One coalition partner that could be tempted by an early election is Mamata Banerjee, a firebrand who leads the Trinamool Congress party. Congress relies on the 19 parliament seats that Banerjee’s West Bengal-based party brings to the ruling coalition, the United Progressive Alliance (UPA), but at times Banerjee has seemed to be its fiercest opponent and there is a risk that she could pull her support from the government.
If that were to happen, Congress may turn to the Samajwadi Party, which is expected to emerge first or second in the Uttar Pradesh election, to join and rescue its coalition.
Many in Congress see 41-year-old Rahul Gandhi as the answer to the party’s troubles. If he delivers a strong result in the Uttar Pradesh election, pressure could mount on him to take the reins of the party sooner than his current long-game plan.
“If Congress does remarkably well in Uttar Pradesh, if he can claim there’s a Rahul wave, many would say that this is one way of liberating themselves from this (telecoms) controversy,” the insider said. “The argument would be: here’s a young man bringing votes back to the party and now it’s time to give the younger generation a chance.”
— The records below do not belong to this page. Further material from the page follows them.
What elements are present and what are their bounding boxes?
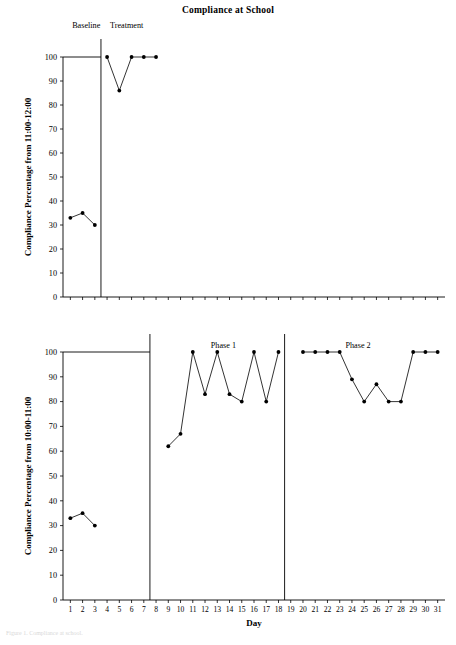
x-tick-label: 7 <box>142 605 146 614</box>
x-tick-label: 29 <box>409 605 417 614</box>
x-tick-label: 9 <box>166 605 170 614</box>
x-tick-label: 18 <box>275 605 283 614</box>
compliance-chart-svg: 0102030405060708090100BaselineTreatmentC… <box>0 0 456 645</box>
x-tick-label: 28 <box>397 605 405 614</box>
x-tick-label: 5 <box>117 605 121 614</box>
y-tick-label: 10 <box>49 269 57 278</box>
y-axis-title: Compliance Percentage from 10:00-11:00 <box>23 396 33 555</box>
x-tick-label: 27 <box>385 605 393 614</box>
data-point <box>203 392 207 396</box>
data-point <box>68 216 72 220</box>
data-point <box>81 511 85 515</box>
x-tick-label: 23 <box>336 605 344 614</box>
data-point <box>228 392 232 396</box>
data-point <box>166 444 170 448</box>
x-tick-label: 22 <box>324 605 332 614</box>
data-point <box>436 350 440 354</box>
y-tick-label: 80 <box>49 397 57 406</box>
data-point <box>215 350 219 354</box>
data-point <box>117 89 121 93</box>
x-tick-label: 1 <box>68 605 72 614</box>
y-tick-label: 100 <box>45 348 57 357</box>
data-point <box>93 524 97 528</box>
x-tick-label: 10 <box>177 605 185 614</box>
x-axis-title: Day <box>246 618 262 628</box>
x-tick-label: 15 <box>238 605 246 614</box>
data-point <box>142 55 146 59</box>
data-point <box>240 400 244 404</box>
y-tick-label: 90 <box>49 77 57 86</box>
phase-label: Baseline <box>72 21 101 30</box>
data-point <box>68 516 72 520</box>
panel-top-panel: 0102030405060708090100BaselineTreatmentC… <box>23 21 445 302</box>
x-tick-label: 12 <box>201 605 209 614</box>
y-tick-label: 40 <box>49 497 57 506</box>
y-tick-label: 80 <box>49 101 57 110</box>
series-line-phase-2 <box>303 352 438 402</box>
figure-container: Compliance at School 0102030405060708090… <box>0 0 456 645</box>
series-line-phase-1 <box>168 352 278 446</box>
x-tick-label: 21 <box>311 605 319 614</box>
y-tick-label: 30 <box>49 221 57 230</box>
x-tick-label: 25 <box>360 605 368 614</box>
data-point <box>301 350 305 354</box>
x-tick-label: 24 <box>348 605 356 614</box>
y-tick-label: 70 <box>49 422 57 431</box>
data-point <box>93 223 97 227</box>
data-point <box>399 400 403 404</box>
data-point <box>375 382 379 386</box>
x-tick-label: 13 <box>213 605 221 614</box>
x-tick-label: 30 <box>422 605 430 614</box>
x-tick-label: 19 <box>287 605 295 614</box>
phase-label: Phase 2 <box>345 341 370 350</box>
x-tick-label: 26 <box>373 605 381 614</box>
data-point <box>277 350 281 354</box>
series-line-treatment <box>107 57 156 91</box>
phase-label: Treatment <box>110 21 144 30</box>
y-tick-label: 70 <box>49 125 57 134</box>
data-point <box>154 55 158 59</box>
data-point <box>130 55 134 59</box>
y-tick-label: 60 <box>49 447 57 456</box>
y-tick-label: 0 <box>53 596 57 605</box>
x-tick-label: 17 <box>262 605 270 614</box>
panel-bottom-panel: 0102030405060708090100123456789101112131… <box>23 334 445 628</box>
data-point <box>81 211 85 215</box>
data-point <box>179 432 183 436</box>
data-point <box>338 350 342 354</box>
data-point <box>387 400 391 404</box>
x-tick-label: 4 <box>105 605 109 614</box>
data-point <box>326 350 330 354</box>
x-tick-label: 31 <box>434 605 442 614</box>
figure-footnote: Figure 1. Compliance at school. <box>6 630 83 636</box>
y-tick-label: 50 <box>49 472 57 481</box>
phase-label: Phase 1 <box>211 341 236 350</box>
y-tick-label: 50 <box>49 173 57 182</box>
x-tick-label: 8 <box>154 605 158 614</box>
x-tick-label: 3 <box>93 605 97 614</box>
y-axis-title: Compliance Percentage from 11:00-12:00 <box>23 97 33 256</box>
y-tick-label: 100 <box>45 53 57 62</box>
data-point <box>411 350 415 354</box>
x-tick-label: 16 <box>250 605 258 614</box>
x-tick-label: 20 <box>299 605 307 614</box>
data-point <box>264 400 268 404</box>
data-point <box>105 55 109 59</box>
y-tick-label: 40 <box>49 197 57 206</box>
x-tick-label: 11 <box>189 605 197 614</box>
y-tick-label: 20 <box>49 245 57 254</box>
y-tick-label: 20 <box>49 546 57 555</box>
y-tick-label: 10 <box>49 571 57 580</box>
data-point <box>252 350 256 354</box>
y-tick-label: 0 <box>53 293 57 302</box>
data-point <box>313 350 317 354</box>
y-tick-label: 30 <box>49 521 57 530</box>
data-point <box>350 377 354 381</box>
data-point <box>362 400 366 404</box>
x-tick-label: 14 <box>226 605 234 614</box>
y-tick-label: 90 <box>49 373 57 382</box>
y-tick-label: 60 <box>49 149 57 158</box>
x-tick-label: 2 <box>81 605 85 614</box>
data-point <box>191 350 195 354</box>
data-point <box>424 350 428 354</box>
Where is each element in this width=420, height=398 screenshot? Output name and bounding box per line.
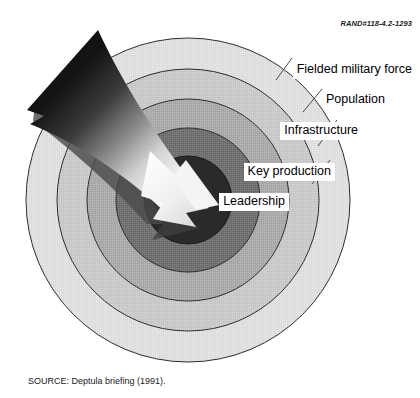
ring-label-leadership: Leadership — [219, 193, 289, 211]
source-note: SOURCE: Deptula briefing (1991). — [28, 376, 166, 386]
ring-label-population: Population — [322, 91, 389, 109]
ring-label-fielded-military-force: Fielded military force — [293, 61, 416, 79]
five-rings-figure: RAND#118-4.2-1293 — [0, 0, 420, 398]
ring-label-infrastructure: Infrastructure — [280, 122, 362, 140]
rings-diagram — [0, 0, 420, 398]
ring-label-key-production: Key production — [244, 163, 335, 181]
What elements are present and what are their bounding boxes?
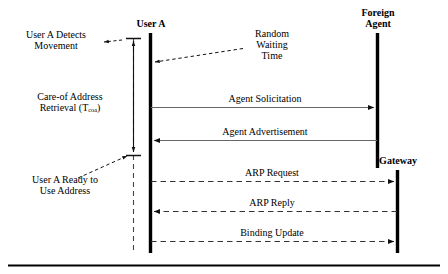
annotation-ready-to-use-address: User A Ready to Use Address xyxy=(11,174,119,196)
phase-label-care-of-address-retrieval: Care-of Address Retrieval (Tcoa) xyxy=(17,91,123,114)
annotation-detects-movement: User A Detects Movement xyxy=(8,29,104,51)
message-label-arp-request: ARP Request xyxy=(172,167,372,178)
annotation-random-waiting-time-line3: Time xyxy=(243,50,301,61)
phase-label-line2: Retrieval (Tcoa) xyxy=(17,102,123,114)
actor-label-foreign-agent: Foreign Agent xyxy=(348,7,408,29)
message-label-agent-advertisement: Agent Advertisement xyxy=(165,126,365,137)
leader-random-waiting-time xyxy=(155,49,243,63)
annotation-random-waiting-time-line1: Random xyxy=(243,28,301,39)
leader-detects-movement xyxy=(104,40,122,42)
annotation-random-waiting-time: Random Waiting Time xyxy=(243,28,301,62)
annotation-ready-line2: Use Address xyxy=(11,185,119,196)
message-label-binding-update: Binding Update xyxy=(172,227,372,238)
message-label-arp-reply: ARP Reply xyxy=(172,197,372,208)
message-label-agent-solicitation: Agent Solicitation xyxy=(165,93,365,104)
phase-label-retrieval-text: Retrieval (T xyxy=(40,102,89,113)
annotation-random-waiting-time-line2: Waiting xyxy=(243,39,301,50)
phase-label-line1: Care-of Address xyxy=(17,91,123,102)
phase-label-subscript: coa xyxy=(88,107,97,114)
actor-label-gateway: Gateway xyxy=(368,155,428,166)
sequence-diagram-figure: User A Foreign Agent Gateway User A Dete… xyxy=(0,0,448,274)
annotation-detects-movement-line1: User A Detects xyxy=(8,29,104,40)
actor-label-foreign-agent-line2: Agent xyxy=(348,18,408,29)
actor-label-foreign-agent-line1: Foreign xyxy=(348,7,408,18)
actor-label-user-a: User A xyxy=(124,18,178,29)
phase-label-closing-paren: ) xyxy=(97,102,100,113)
annotation-ready-line1: User A Ready to xyxy=(11,174,119,185)
annotation-detects-movement-line2: Movement xyxy=(8,40,104,51)
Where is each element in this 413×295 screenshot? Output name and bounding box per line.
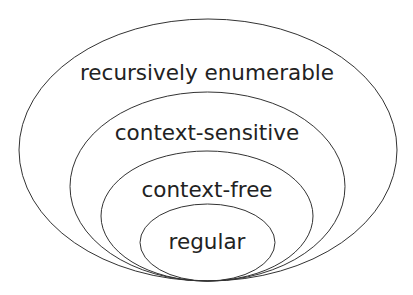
ellipse-context-free [101, 151, 313, 281]
label-recursively-enumerable: recursively enumerable [80, 60, 334, 85]
label-context-free: context-free [141, 177, 272, 202]
label-context-sensitive: context-sensitive [115, 120, 299, 145]
chomsky-hierarchy-diagram: recursively enumerable context-sensitive… [0, 0, 413, 295]
label-regular: regular [169, 229, 246, 254]
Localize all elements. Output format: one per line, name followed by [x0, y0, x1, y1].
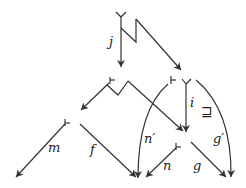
- label-f: f: [89, 142, 97, 157]
- top-zigzag: [121, 19, 136, 42]
- arrow-middle-left-to-bottom-left: [81, 83, 109, 110]
- middle-left-node-marker: [110, 77, 115, 84]
- middle-right-node-marker-left: [171, 76, 176, 84]
- label-i: i: [190, 95, 194, 110]
- middle-right-node-marker-right: [182, 79, 191, 84]
- label-j: j: [106, 34, 113, 49]
- top-node-marker: [116, 12, 126, 17]
- label-sqsupseteq: ⊒: [201, 103, 213, 119]
- arrow-top-to-middle-right: [136, 19, 181, 70]
- arrow-f: [80, 124, 136, 177]
- arrow-middle-left-to-bottom-right: [128, 81, 183, 131]
- arrow-n: [146, 148, 176, 177]
- diagram-canvas: j i ⊒ n′ g′ m f n g: [0, 0, 246, 188]
- label-m: m: [48, 140, 60, 155]
- bottom-left-node-marker: [65, 119, 70, 126]
- bottom-right-node-marker: [176, 143, 181, 150]
- label-n-prime: n′: [144, 131, 155, 146]
- label-g-prime: g′: [213, 131, 224, 146]
- label-n: n: [163, 158, 171, 173]
- label-g: g: [193, 158, 201, 173]
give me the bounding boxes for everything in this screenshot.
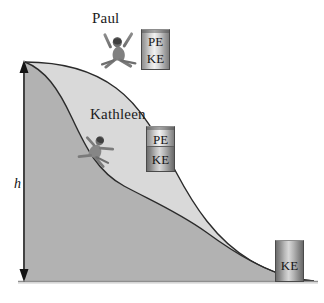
meter-label-pe: PE — [147, 133, 174, 146]
person-label-kathleen: Kathleen — [90, 106, 146, 123]
height-label: h — [14, 176, 21, 192]
person-label-paul: Paul — [92, 10, 119, 27]
energy-slope-figure: Paul Kathleen h PE KE PE KE KE — [0, 0, 324, 303]
figure-paul — [102, 34, 135, 67]
energy-meter-bottom: KE — [275, 240, 304, 282]
meter-rim — [142, 30, 169, 33]
meter-label-pe: PE — [142, 35, 169, 48]
meter-rim — [147, 127, 174, 130]
meter-label-ke: KE — [276, 259, 303, 272]
energy-meter-paul: PE KE — [141, 29, 170, 70]
meter-label-ke: KE — [142, 52, 169, 65]
meter-label-ke: KE — [147, 153, 174, 166]
energy-meter-kathleen: PE KE — [146, 126, 175, 172]
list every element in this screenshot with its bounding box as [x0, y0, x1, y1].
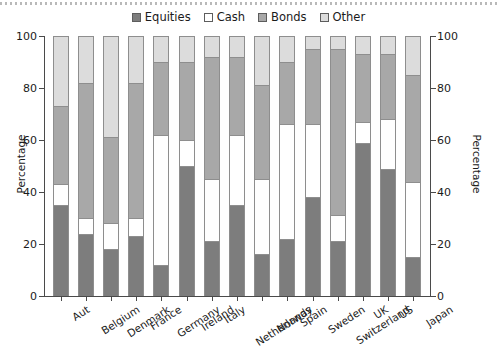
y-tick-label-left-100: 100 — [11, 31, 37, 42]
bar-segment-japan-other — [405, 36, 421, 75]
x-tick-mark-denmark — [111, 297, 112, 301]
x-tick-mark-belgium — [86, 297, 87, 301]
y-tick-mark-right-40 — [431, 192, 436, 193]
bar-segment-spain-equities — [279, 239, 295, 296]
y-tick-mark-right-100 — [431, 36, 436, 37]
legend-item-cash: Cash — [204, 12, 245, 24]
bar-segment-denmark-other — [103, 36, 119, 137]
bar-segment-us-bonds — [380, 54, 396, 119]
bar-segment-norway-cash — [254, 179, 270, 254]
x-tick-mark-france — [136, 297, 137, 301]
bar-segment-belgium-other — [78, 36, 94, 83]
chart-container: Equities Cash Bonds Other Percentage Per… — [0, 0, 497, 351]
bar-segment-italy-other — [204, 36, 220, 57]
bar-segment-denmark-bonds — [103, 137, 119, 223]
bar-segment-norway-bonds — [254, 85, 270, 179]
y-tick-mark-left-60 — [39, 140, 44, 141]
bar-segment-us-equities — [380, 169, 396, 296]
x-tick-mark-ireland — [187, 297, 188, 301]
legend-swatch-other — [320, 13, 329, 22]
bar-segment-us-other — [380, 36, 396, 54]
bar-segment-netherlands-bonds — [229, 57, 245, 135]
bar-segment-spain-other — [279, 36, 295, 62]
bar-segment-germany-cash — [153, 135, 169, 265]
bar-segment-aut-bonds — [53, 106, 69, 184]
bar-aut — [53, 36, 69, 296]
bar-segment-italy-equities — [204, 241, 220, 296]
bar-segment-ireland-bonds — [179, 62, 195, 140]
bar-segment-france-cash — [128, 218, 144, 236]
bar-sweden — [305, 36, 321, 296]
bar-segment-uk-other — [355, 36, 371, 54]
y-tick-mark-left-40 — [39, 192, 44, 193]
bar-segment-italy-cash — [204, 179, 220, 241]
x-tick-mark-sweden — [313, 297, 314, 301]
bar-segment-france-other — [128, 36, 144, 83]
x-tick-mark-aut — [61, 297, 62, 301]
top-dotted-border — [0, 2, 497, 5]
y-tick-mark-left-100 — [39, 36, 44, 37]
bar-germany — [153, 36, 169, 296]
bar-segment-ireland-equities — [179, 166, 195, 296]
bar-segment-ireland-cash — [179, 140, 195, 166]
bar-uk — [355, 36, 371, 296]
bar-netherlands — [229, 36, 245, 296]
bar-segment-sweden-equities — [305, 197, 321, 296]
x-tick-mark-uk — [363, 297, 364, 301]
bar-segment-japan-cash — [405, 182, 421, 257]
bar-segment-belgium-bonds — [78, 83, 94, 218]
bar-segment-switzerland-cash — [330, 215, 346, 241]
bar-segment-denmark-equities — [103, 249, 119, 296]
x-tick-mark-switzerland — [338, 297, 339, 301]
bar-segment-belgium-equities — [78, 234, 94, 296]
y-tick-mark-right-0 — [431, 296, 436, 297]
y-tick-label-right-20: 20 — [437, 239, 463, 250]
bar-italy — [204, 36, 220, 296]
y-tick-label-left-40: 40 — [11, 187, 37, 198]
y-axis-line-right — [430, 36, 431, 297]
bar-segment-uk-cash — [355, 122, 371, 143]
bar-norway — [254, 36, 270, 296]
bar-segment-sweden-other — [305, 36, 321, 49]
legend-label-bonds: Bonds — [271, 12, 307, 24]
y-tick-label-right-0: 0 — [437, 291, 463, 302]
bar-segment-norway-equities — [254, 254, 270, 296]
bar-segment-france-equities — [128, 236, 144, 296]
bar-switzerland — [330, 36, 346, 296]
legend-label-cash: Cash — [217, 12, 245, 24]
bar-japan — [405, 36, 421, 296]
bar-belgium — [78, 36, 94, 296]
plot-area — [48, 36, 426, 296]
bar-segment-germany-bonds — [153, 62, 169, 135]
bar-us — [380, 36, 396, 296]
y-tick-label-right-60: 60 — [437, 135, 463, 146]
x-tick-mark-norway — [262, 297, 263, 301]
bar-segment-uk-bonds — [355, 54, 371, 122]
x-tick-mark-us — [388, 297, 389, 301]
bar-segment-japan-equities — [405, 257, 421, 296]
bar-segment-switzerland-other — [330, 36, 346, 49]
bar-segment-netherlands-equities — [229, 205, 245, 296]
y-tick-label-right-40: 40 — [437, 187, 463, 198]
legend-item-bonds: Bonds — [258, 12, 307, 24]
bar-segment-aut-other — [53, 36, 69, 106]
bar-ireland — [179, 36, 195, 296]
bar-segment-spain-cash — [279, 124, 295, 238]
y-tick-mark-right-20 — [431, 244, 436, 245]
legend-label-equities: Equities — [145, 12, 191, 24]
bar-segment-norway-other — [254, 36, 270, 85]
bar-segment-spain-bonds — [279, 62, 295, 124]
bar-segment-sweden-cash — [305, 124, 321, 197]
x-tick-mark-spain — [287, 297, 288, 301]
bar-spain — [279, 36, 295, 296]
y-tick-mark-right-80 — [431, 88, 436, 89]
legend-swatch-bonds — [258, 13, 267, 22]
y-tick-mark-left-80 — [39, 88, 44, 89]
bar-segment-netherlands-other — [229, 36, 245, 57]
bar-segment-netherlands-cash — [229, 135, 245, 205]
bar-segment-japan-bonds — [405, 75, 421, 182]
y-tick-label-left-60: 60 — [11, 135, 37, 146]
x-tick-mark-germany — [161, 297, 162, 301]
bar-segment-us-cash — [380, 119, 396, 168]
legend-swatch-equities — [132, 13, 141, 22]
New Zealand beat Zimbabwe by 141 runs in 2nd ODI
February 6, 2012 by Trend PK
Filed under World News
WHANGAREI: Rob Nicol stroked his second one-day international century in anchoring New Zealand to a series-winning 141-run victory over Zimbabwe at Cobham Oval in Whangarei on Monday.
Nicol began slowly but accelerated towards the end of his 134-ball innings, which included 10 boundaries and six sixes, one of which sailed out of the ground, before he was dismissed for 146 in the 49th over.
His innings was the fifth-highest one-day score by a New Zealand player.
Nicol, who made a five-ball duck in the first match in Dunedin on Friday, also scored 108 not out on debut in Zimbabwe last year.
The visitors never threatened New Zealand’s 372 for six after they slumped to 17 for three following the dismissal of the side’s best batsman and captain Brendan Taylor for four.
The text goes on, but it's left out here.